With a little over three months until the presidential election, Kamala Harris inherited a Democratic coalition that was badly frayed.

In polls this year, young, Black and Hispanic voters abandoned President Biden in droves. Even swing voters began to reconsider the Trump presidency in a new and more positive light. And for the first time in years, more Americans said they leaned Republican than Democratic.

To win, Vice President Harris will need to stitch a winning Democratic coalition back together. It won’t be easy. She’ll need to rejuvenate support among young, Black and Hispanic voters, even as she reassures the anti-Trump moderates who put Democrats over the top in 2020.

While it’s still early, the first polls since Ms. Harris all but locked up the nomination suggest she has already made some progress. But while she’s running ahead of where Mr. Biden stood when he left the race, she’s still short of hitting traditional Democratic benchmarks. To win the Electoral College, she’ll need additional gains in the months ahead.

Democrats have long assumed overwhelming support from young, Black and Hispanic voters. For many Democratic strategists, the only question was whether these voters would vote, not whether they would prefer Democrats if they did.

In polls this year, though, Mr. Biden was struggling badly with voters whom Democrats usually take for granted. It was enough to give Donald J. Trump the lead in national and battleground state polls. And it raised questions about why, exactly, Mr. Biden was so weak.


=== What needs to be done ===
Read through the entries below and copy each line where "edge" turns up.

=== Provided data ===
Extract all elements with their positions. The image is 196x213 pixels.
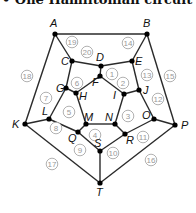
node-E: E <box>129 55 143 67</box>
weight-18: 18 <box>21 70 33 82</box>
svg-text:S: S <box>94 137 102 149</box>
svg-text:Q: Q <box>68 132 77 144</box>
node-A: A <box>49 17 58 37</box>
weight-17: 17 <box>46 158 58 170</box>
svg-text:I: I <box>113 89 116 101</box>
node-O: O <box>142 109 157 122</box>
svg-text:19: 19 <box>68 38 77 47</box>
svg-text:15: 15 <box>166 72 175 81</box>
weight-12: 12 <box>152 93 164 105</box>
svg-text:R: R <box>126 134 134 146</box>
node-S: S <box>94 137 103 154</box>
svg-text:12: 12 <box>154 95 163 104</box>
edge-T-K <box>25 124 100 183</box>
weight-15: 15 <box>164 70 176 82</box>
node-P: P <box>172 119 189 131</box>
node-C: C <box>61 55 75 67</box>
svg-text:D: D <box>96 51 104 63</box>
svg-text:11: 11 <box>139 133 148 142</box>
node-H: H <box>73 90 87 102</box>
weight-13: 13 <box>141 69 153 81</box>
svg-text:6: 6 <box>75 79 80 88</box>
edge-I-N <box>115 94 124 124</box>
weight-5: 5 <box>63 106 75 118</box>
svg-text:A: A <box>49 17 57 29</box>
svg-text:P: P <box>181 119 189 131</box>
svg-text:G: G <box>56 82 65 94</box>
node-T: T <box>96 180 104 198</box>
weight-3: 3 <box>122 110 134 122</box>
svg-text:O: O <box>142 109 151 121</box>
svg-text:13: 13 <box>143 71 152 80</box>
hamiltonian-graph: 1920141815136127512384910111617 ABCDEFGH… <box>0 0 196 213</box>
svg-text:B: B <box>143 17 150 29</box>
edge-P-O <box>154 119 175 125</box>
weight-11: 11 <box>137 131 149 143</box>
svg-text:K: K <box>12 118 20 130</box>
weight-14: 14 <box>122 37 134 49</box>
svg-text:14: 14 <box>124 39 133 48</box>
weight-9: 9 <box>74 144 86 156</box>
weight-7: 7 <box>40 92 52 104</box>
node-Q: Q <box>68 129 81 144</box>
weight-1: 1 <box>106 68 118 80</box>
svg-text:2: 2 <box>121 79 126 88</box>
svg-text:8: 8 <box>54 124 59 133</box>
node-F: F <box>92 73 103 88</box>
svg-text:7: 7 <box>44 94 49 103</box>
edge-K-L <box>25 119 49 124</box>
weight-8: 8 <box>50 122 62 134</box>
svg-text:16: 16 <box>147 156 156 165</box>
weight-20: 20 <box>81 46 93 58</box>
svg-text:17: 17 <box>48 160 57 169</box>
svg-text:18: 18 <box>23 72 32 81</box>
svg-text:J: J <box>142 84 149 96</box>
weight-10: 10 <box>107 147 119 159</box>
edge-D-E <box>101 61 132 66</box>
svg-text:E: E <box>135 55 143 67</box>
svg-text:C: C <box>61 55 69 67</box>
svg-text:5: 5 <box>67 108 72 117</box>
svg-text:9: 9 <box>78 146 83 155</box>
weight-6: 6 <box>71 77 83 89</box>
weight-16: 16 <box>145 154 157 166</box>
node-L: L <box>42 105 52 122</box>
node-K: K <box>12 118 28 130</box>
svg-text:H: H <box>79 90 87 102</box>
svg-text:M: M <box>84 111 94 123</box>
weight-19: 19 <box>66 36 78 48</box>
svg-text:T: T <box>96 186 104 198</box>
node-R: R <box>122 131 134 146</box>
svg-text:N: N <box>105 111 113 123</box>
svg-text:10: 10 <box>109 149 118 158</box>
svg-text:3: 3 <box>126 112 131 121</box>
svg-text:1: 1 <box>110 70 115 79</box>
svg-text:L: L <box>42 105 48 117</box>
weight-2: 2 <box>117 77 129 89</box>
svg-text:20: 20 <box>83 48 92 57</box>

=== Task result ===
edge-T-K <box>25 124 100 183</box>
edge-I-N <box>115 94 124 124</box>
edge-P-O <box>154 119 175 125</box>
edge-K-L <box>25 119 49 124</box>
edge-D-E <box>101 61 132 66</box>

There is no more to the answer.